» **WHAT IS EXPECTED**
Restate, word for word and with nothing added, the lines from the one containing "Identify the location of Inspect" through the last line of the material below.

» **DATA SUPPLIED**
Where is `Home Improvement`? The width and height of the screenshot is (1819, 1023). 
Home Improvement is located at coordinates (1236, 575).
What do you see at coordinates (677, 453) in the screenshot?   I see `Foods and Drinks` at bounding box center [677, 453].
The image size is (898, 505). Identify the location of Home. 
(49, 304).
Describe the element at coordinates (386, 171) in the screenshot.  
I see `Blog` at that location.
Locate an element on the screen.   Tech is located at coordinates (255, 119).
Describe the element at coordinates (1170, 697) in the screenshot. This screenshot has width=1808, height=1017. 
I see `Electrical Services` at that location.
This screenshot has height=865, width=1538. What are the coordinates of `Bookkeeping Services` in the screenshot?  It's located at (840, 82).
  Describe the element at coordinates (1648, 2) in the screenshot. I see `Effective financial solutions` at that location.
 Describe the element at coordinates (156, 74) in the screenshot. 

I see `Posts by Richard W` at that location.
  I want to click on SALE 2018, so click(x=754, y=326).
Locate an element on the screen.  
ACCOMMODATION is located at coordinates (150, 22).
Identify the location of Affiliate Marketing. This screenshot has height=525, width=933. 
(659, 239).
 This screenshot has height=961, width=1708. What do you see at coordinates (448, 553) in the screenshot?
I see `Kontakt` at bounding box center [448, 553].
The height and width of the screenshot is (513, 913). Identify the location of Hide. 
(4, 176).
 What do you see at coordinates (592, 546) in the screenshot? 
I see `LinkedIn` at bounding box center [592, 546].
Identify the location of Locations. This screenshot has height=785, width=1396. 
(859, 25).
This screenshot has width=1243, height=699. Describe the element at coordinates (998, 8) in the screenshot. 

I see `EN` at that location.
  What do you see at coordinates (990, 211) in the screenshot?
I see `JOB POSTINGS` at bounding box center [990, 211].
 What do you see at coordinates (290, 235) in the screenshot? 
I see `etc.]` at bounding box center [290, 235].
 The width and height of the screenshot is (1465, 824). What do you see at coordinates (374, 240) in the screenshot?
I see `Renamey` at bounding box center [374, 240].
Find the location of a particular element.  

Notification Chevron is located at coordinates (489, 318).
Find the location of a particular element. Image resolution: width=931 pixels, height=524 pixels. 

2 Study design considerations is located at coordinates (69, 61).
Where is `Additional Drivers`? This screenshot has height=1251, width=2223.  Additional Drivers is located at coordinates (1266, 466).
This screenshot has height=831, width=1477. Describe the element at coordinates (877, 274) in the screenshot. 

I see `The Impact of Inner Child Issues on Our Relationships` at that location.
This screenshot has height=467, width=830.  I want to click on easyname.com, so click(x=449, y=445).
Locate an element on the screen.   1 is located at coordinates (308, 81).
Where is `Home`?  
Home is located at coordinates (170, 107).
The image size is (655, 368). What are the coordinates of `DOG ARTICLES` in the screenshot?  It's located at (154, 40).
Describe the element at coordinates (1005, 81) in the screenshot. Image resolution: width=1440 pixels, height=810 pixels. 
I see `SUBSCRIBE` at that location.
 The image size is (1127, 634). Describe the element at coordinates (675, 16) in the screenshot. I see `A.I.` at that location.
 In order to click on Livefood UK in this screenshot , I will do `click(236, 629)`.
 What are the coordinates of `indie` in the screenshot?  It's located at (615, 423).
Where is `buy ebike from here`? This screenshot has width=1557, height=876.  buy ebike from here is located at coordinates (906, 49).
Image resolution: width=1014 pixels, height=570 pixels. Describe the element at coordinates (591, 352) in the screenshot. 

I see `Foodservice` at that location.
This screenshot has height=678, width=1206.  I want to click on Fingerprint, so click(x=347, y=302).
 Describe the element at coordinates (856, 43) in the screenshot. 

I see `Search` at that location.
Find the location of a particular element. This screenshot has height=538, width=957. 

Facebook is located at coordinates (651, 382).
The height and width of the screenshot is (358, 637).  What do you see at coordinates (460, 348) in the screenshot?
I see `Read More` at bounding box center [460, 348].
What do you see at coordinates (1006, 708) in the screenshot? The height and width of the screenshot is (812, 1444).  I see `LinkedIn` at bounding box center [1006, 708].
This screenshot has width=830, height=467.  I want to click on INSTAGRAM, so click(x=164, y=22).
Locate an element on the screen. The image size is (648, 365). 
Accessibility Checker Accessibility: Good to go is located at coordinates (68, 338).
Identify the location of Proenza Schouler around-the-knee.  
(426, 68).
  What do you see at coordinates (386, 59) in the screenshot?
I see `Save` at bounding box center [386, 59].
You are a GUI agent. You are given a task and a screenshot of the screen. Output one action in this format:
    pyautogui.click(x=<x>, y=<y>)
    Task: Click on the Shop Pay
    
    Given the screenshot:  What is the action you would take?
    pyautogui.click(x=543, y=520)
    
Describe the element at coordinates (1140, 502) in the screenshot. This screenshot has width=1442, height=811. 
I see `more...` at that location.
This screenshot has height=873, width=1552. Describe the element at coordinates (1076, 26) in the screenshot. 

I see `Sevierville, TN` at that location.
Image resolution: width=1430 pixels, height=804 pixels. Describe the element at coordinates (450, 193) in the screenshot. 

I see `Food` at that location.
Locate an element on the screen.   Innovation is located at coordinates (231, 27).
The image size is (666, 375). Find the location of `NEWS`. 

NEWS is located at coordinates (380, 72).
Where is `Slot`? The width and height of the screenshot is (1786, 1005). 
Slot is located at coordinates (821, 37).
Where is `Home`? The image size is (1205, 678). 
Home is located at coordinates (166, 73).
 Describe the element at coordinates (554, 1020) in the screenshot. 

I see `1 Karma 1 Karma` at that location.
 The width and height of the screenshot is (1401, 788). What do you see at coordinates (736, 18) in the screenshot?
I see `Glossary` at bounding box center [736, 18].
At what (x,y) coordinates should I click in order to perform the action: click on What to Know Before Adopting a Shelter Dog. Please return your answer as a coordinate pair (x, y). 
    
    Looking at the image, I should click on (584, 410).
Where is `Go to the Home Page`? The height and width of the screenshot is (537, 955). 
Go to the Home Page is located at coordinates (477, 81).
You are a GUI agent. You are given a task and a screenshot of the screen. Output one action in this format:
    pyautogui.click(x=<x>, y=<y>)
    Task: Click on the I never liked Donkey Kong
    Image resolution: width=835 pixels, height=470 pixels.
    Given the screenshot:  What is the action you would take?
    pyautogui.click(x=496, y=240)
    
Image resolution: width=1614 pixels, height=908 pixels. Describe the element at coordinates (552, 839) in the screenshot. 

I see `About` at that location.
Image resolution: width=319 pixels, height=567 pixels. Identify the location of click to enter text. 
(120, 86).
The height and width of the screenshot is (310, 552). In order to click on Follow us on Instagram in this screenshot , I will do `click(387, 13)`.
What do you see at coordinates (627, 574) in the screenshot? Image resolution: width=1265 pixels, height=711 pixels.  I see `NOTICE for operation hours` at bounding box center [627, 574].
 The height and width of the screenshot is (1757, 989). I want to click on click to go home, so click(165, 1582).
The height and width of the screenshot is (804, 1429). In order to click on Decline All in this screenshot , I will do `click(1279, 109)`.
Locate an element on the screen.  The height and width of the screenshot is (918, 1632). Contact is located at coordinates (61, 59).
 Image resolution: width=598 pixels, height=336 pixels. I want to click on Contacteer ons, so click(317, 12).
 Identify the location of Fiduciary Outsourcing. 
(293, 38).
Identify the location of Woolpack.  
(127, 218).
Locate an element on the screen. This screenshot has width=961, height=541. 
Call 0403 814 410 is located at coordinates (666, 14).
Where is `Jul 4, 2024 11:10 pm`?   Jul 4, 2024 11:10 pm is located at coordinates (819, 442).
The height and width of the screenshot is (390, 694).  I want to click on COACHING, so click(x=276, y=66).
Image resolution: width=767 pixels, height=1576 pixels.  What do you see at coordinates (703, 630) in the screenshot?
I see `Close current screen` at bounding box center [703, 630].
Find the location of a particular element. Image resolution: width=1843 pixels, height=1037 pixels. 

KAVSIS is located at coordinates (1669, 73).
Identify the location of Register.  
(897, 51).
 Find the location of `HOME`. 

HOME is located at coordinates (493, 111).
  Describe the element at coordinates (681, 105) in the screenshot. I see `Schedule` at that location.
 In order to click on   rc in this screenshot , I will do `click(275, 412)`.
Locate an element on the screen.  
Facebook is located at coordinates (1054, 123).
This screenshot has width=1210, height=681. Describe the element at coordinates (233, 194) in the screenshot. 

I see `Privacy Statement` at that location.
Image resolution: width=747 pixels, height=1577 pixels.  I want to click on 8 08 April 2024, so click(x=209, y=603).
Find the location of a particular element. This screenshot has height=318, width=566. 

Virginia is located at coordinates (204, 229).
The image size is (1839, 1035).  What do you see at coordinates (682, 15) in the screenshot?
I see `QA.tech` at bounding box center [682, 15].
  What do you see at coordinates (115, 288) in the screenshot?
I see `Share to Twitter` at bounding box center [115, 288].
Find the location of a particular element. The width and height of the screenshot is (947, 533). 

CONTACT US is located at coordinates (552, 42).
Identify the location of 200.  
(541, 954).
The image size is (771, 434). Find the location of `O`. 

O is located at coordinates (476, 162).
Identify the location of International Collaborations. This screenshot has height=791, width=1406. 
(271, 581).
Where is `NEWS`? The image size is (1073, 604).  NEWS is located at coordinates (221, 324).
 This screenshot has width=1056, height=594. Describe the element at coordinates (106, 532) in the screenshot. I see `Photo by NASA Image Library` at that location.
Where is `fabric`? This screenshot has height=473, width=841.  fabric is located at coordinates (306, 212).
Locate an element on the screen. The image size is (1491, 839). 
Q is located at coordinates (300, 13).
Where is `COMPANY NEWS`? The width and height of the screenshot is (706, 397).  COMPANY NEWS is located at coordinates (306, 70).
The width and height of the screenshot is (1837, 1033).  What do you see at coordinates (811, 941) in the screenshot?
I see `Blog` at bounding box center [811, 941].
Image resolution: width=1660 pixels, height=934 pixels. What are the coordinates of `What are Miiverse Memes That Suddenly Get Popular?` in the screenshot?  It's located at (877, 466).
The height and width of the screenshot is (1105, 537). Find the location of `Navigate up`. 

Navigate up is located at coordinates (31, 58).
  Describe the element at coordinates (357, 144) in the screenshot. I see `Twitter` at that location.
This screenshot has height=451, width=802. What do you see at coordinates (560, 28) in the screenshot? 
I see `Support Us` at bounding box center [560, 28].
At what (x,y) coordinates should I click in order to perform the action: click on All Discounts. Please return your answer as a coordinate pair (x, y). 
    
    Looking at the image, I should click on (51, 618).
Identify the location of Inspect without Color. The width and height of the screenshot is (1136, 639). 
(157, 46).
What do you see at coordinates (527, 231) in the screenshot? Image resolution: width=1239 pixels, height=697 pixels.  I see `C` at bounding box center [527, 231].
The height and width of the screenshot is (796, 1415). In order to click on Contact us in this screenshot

» **SOLUTION TO THIS EXERCISE**
Identify the location of Inspect without Color. The width and height of the screenshot is (1136, 639). 
(157, 46).
What do you see at coordinates (527, 231) in the screenshot? Image resolution: width=1239 pixels, height=697 pixels.  I see `C` at bounding box center [527, 231].
The height and width of the screenshot is (796, 1415). In order to click on Contact us in this screenshot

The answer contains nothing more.